The military questions alone threatened to be an enormously nuanced exercise. Some strategists have already been severely critical of the Administration for failing to hit back at Iran when the reflagged tanker Bridgeton struck a mine last month. "We should have pulverized Farsi Island," fumed Zbigniew Brzezinski, Jimmy Carter's National Security Adviser. "All this power cringing in the area is a terrible embarrassment."

For its part, the Administration insists that its policy is to retaliate swiftly against attacks on the gulf convoy -- once the aggressor has been accurately identified. Discussing the Bridgeton incident recently, for example, Weinberger asserted that it is impossible to know who laid the mine. "They don't leave fingerprints," said the Secretary curtly.

Other military experts, like Washington's Anthony Cordesman, consultant and author of the forthcoming book The Iran-Iraq War: 1984-1987, counsel more caution. Says Cordesman: "The key factor is to allow Iran to determine the level of escalation. The U.S. must not be perceived as escalating the conflict." U.S. military planners last week were hewing closely to Cordesman's line and planning for contingencies based on the nature of any foreseeable Iranian provocations. If Iran were to fire upon an American vessel with its Chinese-made Silkworm missiles, for example, the U.S. would most likely seek to destroy the missile sites. Bombers aboard the aircraft carrier U.S.S. Constellation, based just outside the gulf, could be dispatched on short notice. The Silkworms, situated in isolated spots along the gulf and manned by small crews, could be taken out cleanly.

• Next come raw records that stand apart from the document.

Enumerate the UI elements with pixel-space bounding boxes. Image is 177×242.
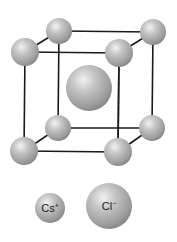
sphere-back-top-right [140,19,166,45]
edge-back-left [58,31,59,128]
sphere-front-bottom-right [104,138,132,166]
sphere-center [66,65,112,111]
edge-back-right [152,32,153,128]
edge-front-right-overlay [118,53,119,152]
sphere-back-top-left [46,18,72,44]
edge-front-left [24,52,25,151]
legend-item-cs: Cs+ [35,193,65,223]
edge-front-top [25,52,119,53]
sphere-front-top-left [11,38,39,66]
edge-front-bottom [24,151,118,152]
edge-back-top [59,31,153,32]
sphere-front-bottom-left [10,137,38,165]
legend-item-cl: Cl− [86,183,132,229]
sphere-front-top-right [105,39,133,67]
sphere-back-bottom-left [45,115,71,141]
legend: Cs+ Cl− [35,183,132,229]
cscl-unit-cell-diagram: Cs+ Cl− [0,0,177,242]
sphere-back-bottom-right [139,115,165,141]
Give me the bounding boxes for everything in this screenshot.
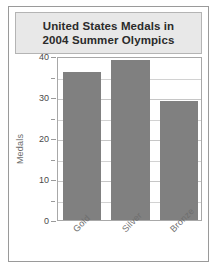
bar-silver [111, 60, 150, 220]
y-tick-label: 20 [39, 134, 49, 144]
plot-region: Medals 010203040 GoldSilverBronze [15, 57, 202, 256]
y-tick-mark-minor [51, 78, 55, 79]
y-tick-label: 40 [39, 52, 49, 62]
bar-bronze [160, 101, 199, 220]
x-axis-tick-labels: GoldSilverBronze [57, 223, 202, 257]
y-tick-mark-minor [51, 201, 55, 202]
chart-title-panel: United States Medals in 2004 Summer Olym… [15, 12, 202, 54]
y-tick-mark-major [51, 221, 56, 222]
y-axis-title-text: Medals [15, 134, 25, 164]
y-tick-label: 0 [44, 216, 49, 226]
chart-title-line-2: 2004 Summer Olympics [43, 33, 175, 48]
y-tick-mark-major [51, 139, 56, 140]
y-axis-tick-labels: 010203040 [29, 57, 51, 221]
y-tick-mark-minor [51, 119, 55, 120]
y-tick-label: 30 [39, 93, 49, 103]
chart-figure: United States Medals in 2004 Summer Olym… [8, 6, 209, 262]
y-tick-mark-major [51, 57, 56, 58]
y-tick-label: 10 [39, 175, 49, 185]
y-tick-mark-major [51, 180, 56, 181]
y-axis-title: Medals [13, 119, 27, 179]
y-tick-mark-minor [51, 160, 55, 161]
y-tick-mark-major [51, 98, 56, 99]
chart-title-line-1: United States Medals in [43, 19, 174, 34]
plot-axes [57, 57, 202, 221]
bar-gold [63, 72, 102, 220]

If Iran chose to escalate in other ways that could be directly traced to Tehran, such as overt mining of gulf waters or frontal attacks on the reflagged tankers, the Pentagon has a menu of additional options. One choice is retaliatory U.S. mining around the Iranian oil refinery at Kharg Island or around the major port of Bushehr, two crucial harbors for Iranian sea trade. If more aggressive U.S. strikes were needed, particularly in retaliation for direct attacks on the tankers, bombers from the Constellation could hit Iranian airfields and key petroleum-refining installations with ease.